Description
Edited by waaseyaa’sin Christine Sy, Ojibwe from Bawating Sault Ste. Marie and Lac Seul First Nation in Northwestern Ontario. Her mother is Mary Chisel-ban, and her father is Jim Hammond from Bell Island, Newfoundland. The mother of a young adult bear and human to a beloved cat with many sweet nicknames, she enjoys photography, following social media content creators, visiting with friends and getting to know family members. Living now in lək̓ʷəŋən territory, she is thrilled to be able throw herself into the winter Salish Sea during the occasional perimenopausal moment. Presently writing a monograph about Anishinaabeg “at the boiling place” – the sugar bush – she has also been published in various literary journals with her most recent poem, “persons on the side of the road,” being published in a special issue of the Great Lakes Review (2023). The fact is the pandemic snatched her literary verve and it’s taking its time returning.
With contributions by: Dr. Tasha Beeds, a Black-Indigenous scholar of nêhiyaw, Scottish-Metis and mixed Bajan ancestry from the Treaty 6 Territories of Saskatchewan. Shirina Evans is a nêhiyaw iskwêw (Cree womxn), mother, scholar and legal researcher. She is a member of the Lac La Ronge Indian Band and a JD/JID candidate at the University of Victoria, where her research focuses on Indigenous land governance, treaty interpretation and the legal infrastructures of settler colonialism. Mariam Georgis is Assyrian from now called Iraq. Joyce Green is a citizen of the Ktunaxa Nation and a member of Yaq̓it ʔa·knuqⱡiʔit (Tobacco Plains Indian Band). She lives in ʔa·kiskaqⱡi?it – “where two trails meet on the prairie” (Cranbrook, BC), in ʔamakʔis Ktunaxa – the unceded and stolen territory of the Ktunaxa Nation. Her ancestry includes English, Ktunaxa and Cree-Scots Metis people and she honours them all. Salam Hamdan is a Palestinian living in ramallah in the West Bank. Loreisa Lepine is the first officially recognized and “ongoing” Indigenous Land Steward at the University of Victoria and is also the first lək̓ʷəŋən woman to teach as a sessional professor in the school of Environmental Studies and the Restoration of Natural Systems Program. Mary Jane Metatawabin is a Mushkego Elder from Fort Albany First Nation. She is a proud grandmother, mother, sister, auntie and daughter. Raised in her language, she translates and interprets the world through the primacy of her Mushkego regional view. Dr. Jo Anne Rey is a Dharug community member, caring for Dharug Ngurra/Country (most of the Sydney basin). Dorothy Taylor is Mississauga Ojibwe Anishinaabe and is recognized as a traditional knowledge holder and Elder. She resides in the Curve Lake community with her husband, Mark. Dorothy is a storyteller and hand drummer. Mavis Underwood is one of sixteen children of George and Geraldine Underwood of STAUTW, Tsawout community in WSANEC Nation. Pride grows with two daughters, Josephine and Geraldine Henry, and Grandma duties to Geraldine's daughter, Grace.
This textured collection of essays by Indigenous contributors from across Turtle Island and beyond illuminates stories, dialogues and curations invoked through the idea of home-lands, waters and relations. From Mushkego poetics and Ktunaxa exhortation to Palestinian, Dharug and nêhiyaw movement, these offerings wrap us in a diversity of womxns’ thoughts and voices.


Word for word, restate the entries below and exclude every image.

Entries from a visual dataset:
::::::

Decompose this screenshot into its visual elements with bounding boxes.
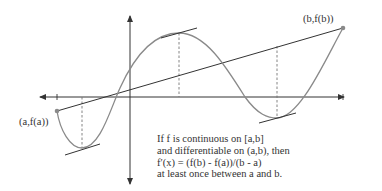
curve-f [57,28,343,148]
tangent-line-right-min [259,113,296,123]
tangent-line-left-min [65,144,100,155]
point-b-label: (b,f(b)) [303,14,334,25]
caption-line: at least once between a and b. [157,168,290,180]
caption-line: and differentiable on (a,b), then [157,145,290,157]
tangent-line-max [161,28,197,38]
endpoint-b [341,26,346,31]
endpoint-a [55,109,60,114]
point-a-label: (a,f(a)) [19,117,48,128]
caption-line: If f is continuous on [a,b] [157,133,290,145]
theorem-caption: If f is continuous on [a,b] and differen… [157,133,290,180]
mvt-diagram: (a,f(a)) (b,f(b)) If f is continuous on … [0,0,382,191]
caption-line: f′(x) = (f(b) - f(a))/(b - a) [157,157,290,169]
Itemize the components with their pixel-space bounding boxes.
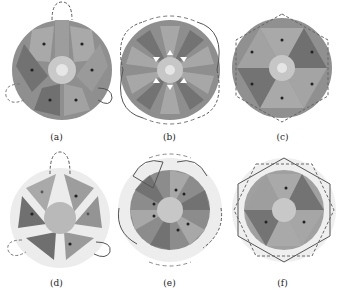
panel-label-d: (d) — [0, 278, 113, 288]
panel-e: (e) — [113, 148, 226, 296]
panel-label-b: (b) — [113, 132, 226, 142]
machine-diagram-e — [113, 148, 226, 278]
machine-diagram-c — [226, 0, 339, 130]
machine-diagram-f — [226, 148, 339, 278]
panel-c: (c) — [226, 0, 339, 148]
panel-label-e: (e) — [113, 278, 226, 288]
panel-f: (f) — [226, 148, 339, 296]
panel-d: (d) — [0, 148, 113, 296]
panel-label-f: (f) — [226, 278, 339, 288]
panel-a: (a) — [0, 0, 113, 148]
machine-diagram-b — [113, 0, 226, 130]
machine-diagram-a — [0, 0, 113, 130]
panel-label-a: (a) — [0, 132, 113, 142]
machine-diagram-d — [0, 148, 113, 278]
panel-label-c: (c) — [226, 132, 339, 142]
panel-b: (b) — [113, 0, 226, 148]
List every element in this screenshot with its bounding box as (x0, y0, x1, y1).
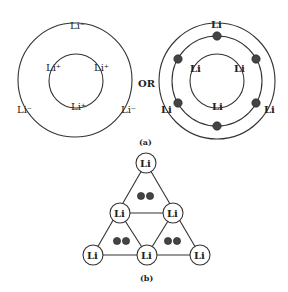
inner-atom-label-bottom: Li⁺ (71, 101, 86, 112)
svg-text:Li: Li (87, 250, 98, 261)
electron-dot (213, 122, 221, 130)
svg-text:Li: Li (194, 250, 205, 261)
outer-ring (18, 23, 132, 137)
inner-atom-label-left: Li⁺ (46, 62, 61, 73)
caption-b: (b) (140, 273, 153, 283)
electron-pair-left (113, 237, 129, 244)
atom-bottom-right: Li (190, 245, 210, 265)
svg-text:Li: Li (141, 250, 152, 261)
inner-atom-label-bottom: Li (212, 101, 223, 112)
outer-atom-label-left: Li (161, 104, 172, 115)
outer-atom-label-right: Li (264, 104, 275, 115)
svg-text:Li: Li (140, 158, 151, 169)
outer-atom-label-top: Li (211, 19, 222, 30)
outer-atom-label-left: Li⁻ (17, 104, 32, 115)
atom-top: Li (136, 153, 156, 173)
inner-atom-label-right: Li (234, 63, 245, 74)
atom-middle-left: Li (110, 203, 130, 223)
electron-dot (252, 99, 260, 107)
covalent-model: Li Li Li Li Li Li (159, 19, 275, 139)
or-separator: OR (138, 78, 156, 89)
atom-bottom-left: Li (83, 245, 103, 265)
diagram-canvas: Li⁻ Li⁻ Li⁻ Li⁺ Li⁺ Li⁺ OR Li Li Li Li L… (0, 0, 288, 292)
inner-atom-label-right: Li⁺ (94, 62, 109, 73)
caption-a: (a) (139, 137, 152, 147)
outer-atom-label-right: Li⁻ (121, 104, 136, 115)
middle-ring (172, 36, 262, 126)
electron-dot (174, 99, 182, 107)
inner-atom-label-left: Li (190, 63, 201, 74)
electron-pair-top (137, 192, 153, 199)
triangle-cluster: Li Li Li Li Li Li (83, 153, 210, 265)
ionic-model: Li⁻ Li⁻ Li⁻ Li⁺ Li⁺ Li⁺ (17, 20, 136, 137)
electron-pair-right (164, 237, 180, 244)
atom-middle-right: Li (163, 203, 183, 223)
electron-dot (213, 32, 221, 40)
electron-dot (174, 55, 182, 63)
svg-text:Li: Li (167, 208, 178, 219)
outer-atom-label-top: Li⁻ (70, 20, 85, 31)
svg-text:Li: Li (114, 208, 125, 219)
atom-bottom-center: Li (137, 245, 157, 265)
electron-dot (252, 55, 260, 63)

::::::

● YOUR RESPONSE
Decompose this screenshot into its visual elements with bounding boxes.
curve-f [57,28,343,148]
tangent-line-right-min [259,113,296,123]
tangent-line-left-min [65,144,100,155]
point-b-label: (b,f(b)) [303,14,334,25]
caption-line: at least once between a and b. [157,168,290,180]
caption-line: and differentiable on (a,b), then [157,145,290,157]
tangent-line-max [161,28,197,38]
endpoint-b [341,26,346,31]
endpoint-a [55,109,60,114]
point-a-label: (a,f(a)) [19,117,48,128]
caption-line: If f is continuous on [a,b] [157,133,290,145]
theorem-caption: If f is continuous on [a,b] and differen… [157,133,290,180]
mvt-diagram: (a,f(a)) (b,f(b)) If f is continuous on … [0,0,382,191]
caption-line: f′(x) = (f(b) - f(a))/(b - a) [157,157,290,169]
Itemize the components with their pixel-space bounding boxes.
panel-label-d: (d) — [0, 278, 113, 288]
panel-e: (e) — [113, 148, 226, 296]
panel-label-b: (b) — [113, 132, 226, 142]
machine-diagram-e — [113, 148, 226, 278]
machine-diagram-c — [226, 0, 339, 130]
machine-diagram-f — [226, 148, 339, 278]
panel-c: (c) — [226, 0, 339, 148]
panel-label-e: (e) — [113, 278, 226, 288]
panel-f: (f) — [226, 148, 339, 296]
panel-d: (d) — [0, 148, 113, 296]
panel-label-f: (f) — [226, 278, 339, 288]
panel-a: (a) — [0, 0, 113, 148]
machine-diagram-b — [113, 0, 226, 130]
machine-diagram-a — [0, 0, 113, 130]
panel-label-a: (a) — [0, 132, 113, 142]
machine-diagram-d — [0, 148, 113, 278]
panel-label-c: (c) — [226, 132, 339, 142]
panel-b: (b) — [113, 0, 226, 148]
List every element in this screenshot with its bounding box as (x0, y0, x1, y1).
inner-atom-label-bottom: Li⁺ (71, 101, 86, 112)
svg-text:Li: Li (87, 250, 98, 261)
electron-dot (213, 122, 221, 130)
svg-text:Li: Li (194, 250, 205, 261)
outer-ring (18, 23, 132, 137)
inner-atom-label-left: Li⁺ (46, 62, 61, 73)
caption-b: (b) (140, 273, 153, 283)
electron-pair-left (113, 237, 129, 244)
atom-bottom-right: Li (190, 245, 210, 265)
svg-text:Li: Li (141, 250, 152, 261)
inner-atom-label-bottom: Li (212, 101, 223, 112)
outer-atom-label-left: Li (161, 104, 172, 115)
outer-atom-label-right: Li (264, 104, 275, 115)
svg-text:Li: Li (140, 158, 151, 169)
outer-atom-label-top: Li (211, 19, 222, 30)
outer-atom-label-left: Li⁻ (17, 104, 32, 115)
atom-top: Li (136, 153, 156, 173)
inner-atom-label-right: Li (234, 63, 245, 74)
atom-middle-left: Li (110, 203, 130, 223)
electron-dot (252, 99, 260, 107)
covalent-model: Li Li Li Li Li Li (159, 19, 275, 139)
or-separator: OR (138, 78, 156, 89)
atom-bottom-left: Li (83, 245, 103, 265)
diagram-canvas: Li⁻ Li⁻ Li⁻ Li⁺ Li⁺ Li⁺ OR Li Li Li Li L… (0, 0, 288, 292)
inner-atom-label-right: Li⁺ (94, 62, 109, 73)
caption-a: (a) (139, 137, 152, 147)
outer-atom-label-right: Li⁻ (121, 104, 136, 115)
middle-ring (172, 36, 262, 126)
electron-dot (174, 99, 182, 107)
inner-atom-label-left: Li (190, 63, 201, 74)
electron-pair-top (137, 192, 153, 199)
triangle-cluster: Li Li Li Li Li Li (83, 153, 210, 265)
ionic-model: Li⁻ Li⁻ Li⁻ Li⁺ Li⁺ Li⁺ (17, 20, 136, 137)
electron-pair-right (164, 237, 180, 244)
atom-middle-right: Li (163, 203, 183, 223)
electron-dot (213, 32, 221, 40)
electron-dot (174, 55, 182, 63)
svg-text:Li: Li (167, 208, 178, 219)
outer-atom-label-top: Li⁻ (70, 20, 85, 31)
svg-text:Li: Li (114, 208, 125, 219)
atom-bottom-center: Li (137, 245, 157, 265)
electron-dot (252, 55, 260, 63)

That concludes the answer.